'Charlie Chan Collection' Review: For Chan Completists Only

Now that I am just about 30 months shy of the big 5-0, I can safely say that when it comes to the movies I enjoyed as a child, I have not grown up. Abbott and Costello still put me on the floor, Bugs Bunny still marvels, the Bowery Boys still entertain, and even that two-hour Six-Million Dollar Man Bigfoot episode is still pretty cool. So when Warner Bros. was kind enough to offer me a screener of The Charlie Chan Collection, saying yes was a no-brainer to a kid who spent many a Sunday afternoon enthralled and entertained by the adventures of a Chinese-American detective from Honolulu.

Right away, though, I knew something was wrong. Yeah, there was good old Sidney Tolar playing the dignified, wise, and wily Chan. There was a violent murder and some comedy relief courtesy of Number Two Son.  And, unfortunately, there was also that  uncomfortable “feets don’t fail me now” black “humor” from Birmingham Brown. But the plot for “Shadows Over Chinatown” was confusing and lifeless, the production looked cheap (especially the lighting), and the humor was labored, not clever.

Worrying that my childhood might have finally let me down, I gave “Docks of New Orleans” a spin. Same letdown. “Shanghai Chest” was even worse. The last in the collection is “The Golden Eye,” and if it is an improvement, I will be sure to let you know. (Roland Winters plays Chan in the last three).

Thankfully, I don’t think the problem is me. This collection is just a bad batch of later Chan films produced by Monogram Pictures after 20th Century-Fox dropped the franchise. Monogram slashed the budgets by more than half, and it shows, especially in the scripts.

It pains me to write this review because I love passing on old movies, and Warner Bros. has always been uncommonly kind to me. But this collection is, unfortunately, for completists only.  

The Charlie Chan 4-Disc Collection is available at WBShop.com.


> **Aim of the task**: Please print out the entries below unchanged and skip the images.

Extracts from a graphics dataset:
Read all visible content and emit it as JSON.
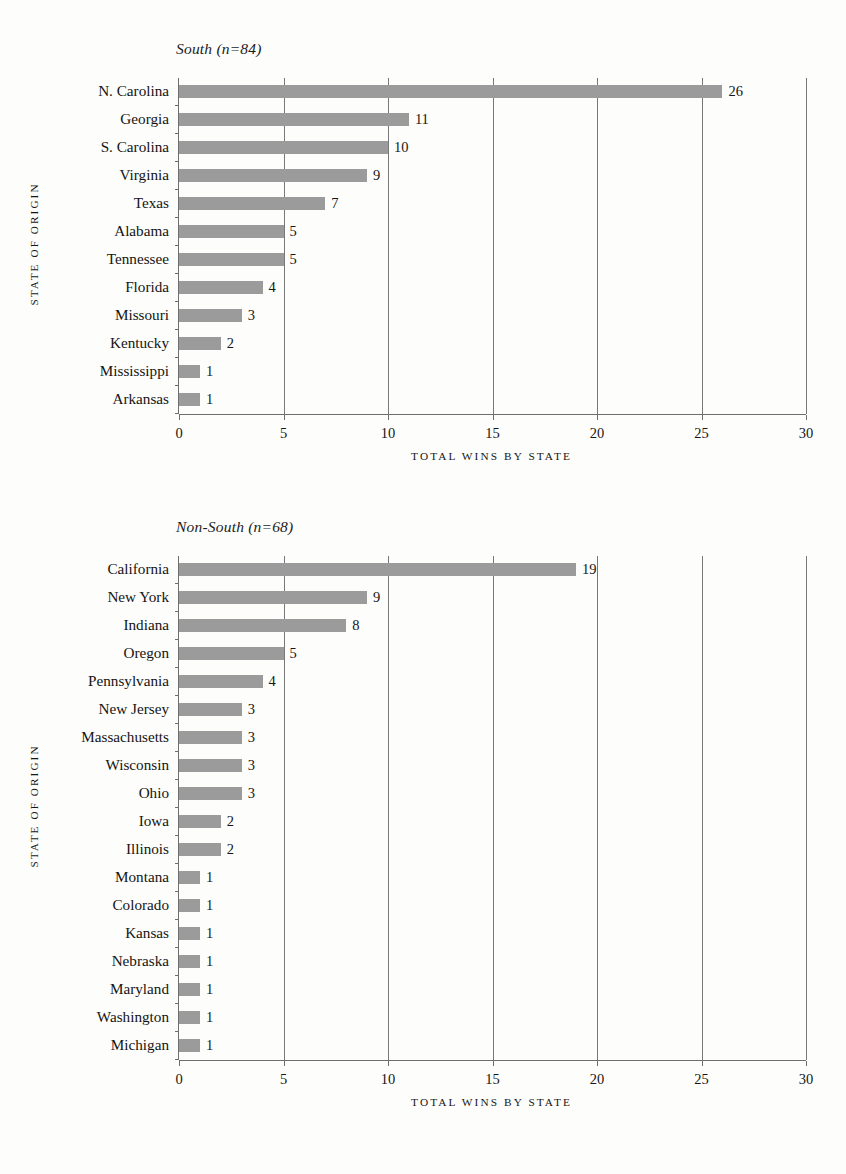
{
  "axis_titles": {
    "x": "TOTAL WINS BY STATE",
    "y": "STATE OF ORIGIN"
  },
  "colors": {
    "bar": "#9b9b9b",
    "axis": "#6e6e6e",
    "grid": "#787878",
    "text": "#161616",
    "background": "#fdfdfb"
  },
  "chart_data": [
    {
      "type": "bar",
      "orientation": "horizontal",
      "id": "south",
      "title": "South (n=84)",
      "xlabel": "TOTAL WINS BY STATE",
      "ylabel": "STATE OF ORIGIN",
      "xlim": [
        0,
        30
      ],
      "xticks": [
        0,
        5,
        10,
        15,
        20,
        25,
        30
      ],
      "xtick_labels": [
        "0",
        "5",
        "10",
        "15",
        "20",
        "25",
        "30"
      ],
      "grid": "vertical",
      "legend": "none",
      "categories": [
        "N. Carolina",
        "Georgia",
        "S. Carolina",
        "Virginia",
        "Texas",
        "Alabama",
        "Tennessee",
        "Florida",
        "Missouri",
        "Kentucky",
        "Mississippi",
        "Arkansas"
      ],
      "values": [
        26,
        11,
        10,
        9,
        7,
        5,
        5,
        4,
        3,
        2,
        1,
        1
      ],
      "value_labels": [
        "26",
        "11",
        "10",
        "9",
        "7",
        "5",
        "5",
        "4",
        "3",
        "2",
        "1",
        "1"
      ]
    },
    {
      "type": "bar",
      "orientation": "horizontal",
      "id": "nonsouth",
      "title": "Non-South (n=68)",
      "xlabel": "TOTAL WINS BY STATE",
      "ylabel": "STATE OF ORIGIN",
      "xlim": [
        0,
        30
      ],
      "xticks": [
        0,
        5,
        10,
        15,
        20,
        25,
        30
      ],
      "xtick_labels": [
        "0",
        "5",
        "10",
        "15",
        "20",
        "25",
        "30"
      ],
      "grid": "vertical",
      "legend": "none",
      "categories": [
        "California",
        "New York",
        "Indiana",
        "Oregon",
        "Pennsylvania",
        "New Jersey",
        "Massachusetts",
        "Wisconsin",
        "Ohio",
        "Iowa",
        "Illinois",
        "Montana",
        "Colorado",
        "Kansas",
        "Nebraska",
        "Maryland",
        "Washington",
        "Michigan"
      ],
      "values": [
        19,
        9,
        8,
        5,
        4,
        3,
        3,
        3,
        3,
        2,
        2,
        1,
        1,
        1,
        1,
        1,
        1,
        1
      ],
      "value_labels": [
        "19",
        "9",
        "8",
        "5",
        "4",
        "3",
        "3",
        "3",
        "3",
        "2",
        "2",
        "1",
        "1",
        "1",
        "1",
        "1",
        "1",
        "1"
      ]
    }
  ]
}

> **Answer box**:
Read all visible content and emit it as JSON.
{
  "axis_titles": {
    "x": "TOTAL WINS BY STATE",
    "y": "STATE OF ORIGIN"
  },
  "colors": {
    "bar": "#9b9b9b",
    "axis": "#6e6e6e",
    "grid": "#787878",
    "text": "#161616",
    "background": "#fdfdfb"
  },
  "chart_data": [
    {
      "type": "bar",
      "orientation": "horizontal",
      "id": "south",
      "title": "South (n=84)",
      "xlabel": "TOTAL WINS BY STATE",
      "ylabel": "STATE OF ORIGIN",
      "xlim": [
        0,
        30
      ],
      "xticks": [
        0,
        5,
        10,
        15,
        20,
        25,
        30
      ],
      "xtick_labels": [
        "0",
        "5",
        "10",
        "15",
        "20",
        "25",
        "30"
      ],
      "grid": "vertical",
      "legend": "none",
      "categories": [
        "N. Carolina",
        "Georgia",
        "S. Carolina",
        "Virginia",
        "Texas",
        "Alabama",
        "Tennessee",
        "Florida",
        "Missouri",
        "Kentucky",
        "Mississippi",
        "Arkansas"
      ],
      "values": [
        26,
        11,
        10,
        9,
        7,
        5,
        5,
        4,
        3,
        2,
        1,
        1
      ],
      "value_labels": [
        "26",
        "11",
        "10",
        "9",
        "7",
        "5",
        "5",
        "4",
        "3",
        "2",
        "1",
        "1"
      ]
    },
    {
      "type": "bar",
      "orientation": "horizontal",
      "id": "nonsouth",
      "title": "Non-South (n=68)",
      "xlabel": "TOTAL WINS BY STATE",
      "ylabel": "STATE OF ORIGIN",
      "xlim": [
        0,
        30
      ],
      "xticks": [
        0,
        5,
        10,
        15,
        20,
        25,
        30
      ],
      "xtick_labels": [
        "0",
        "5",
        "10",
        "15",
        "20",
        "25",
        "30"
      ],
      "grid": "vertical",
      "legend": "none",
      "categories": [
        "California",
        "New York",
        "Indiana",
        "Oregon",
        "Pennsylvania",
        "New Jersey",
        "Massachusetts",
        "Wisconsin",
        "Ohio",
        "Iowa",
        "Illinois",
        "Montana",
        "Colorado",
        "Kansas",
        "Nebraska",
        "Maryland",
        "Washington",
        "Michigan"
      ],
      "values": [
        19,
        9,
        8,
        5,
        4,
        3,
        3,
        3,
        3,
        2,
        2,
        1,
        1,
        1,
        1,
        1,
        1,
        1
      ],
      "value_labels": [
        "19",
        "9",
        "8",
        "5",
        "4",
        "3",
        "3",
        "3",
        "3",
        "2",
        "2",
        "1",
        "1",
        "1",
        "1",
        "1",
        "1",
        "1"
      ]
    }
  ]
}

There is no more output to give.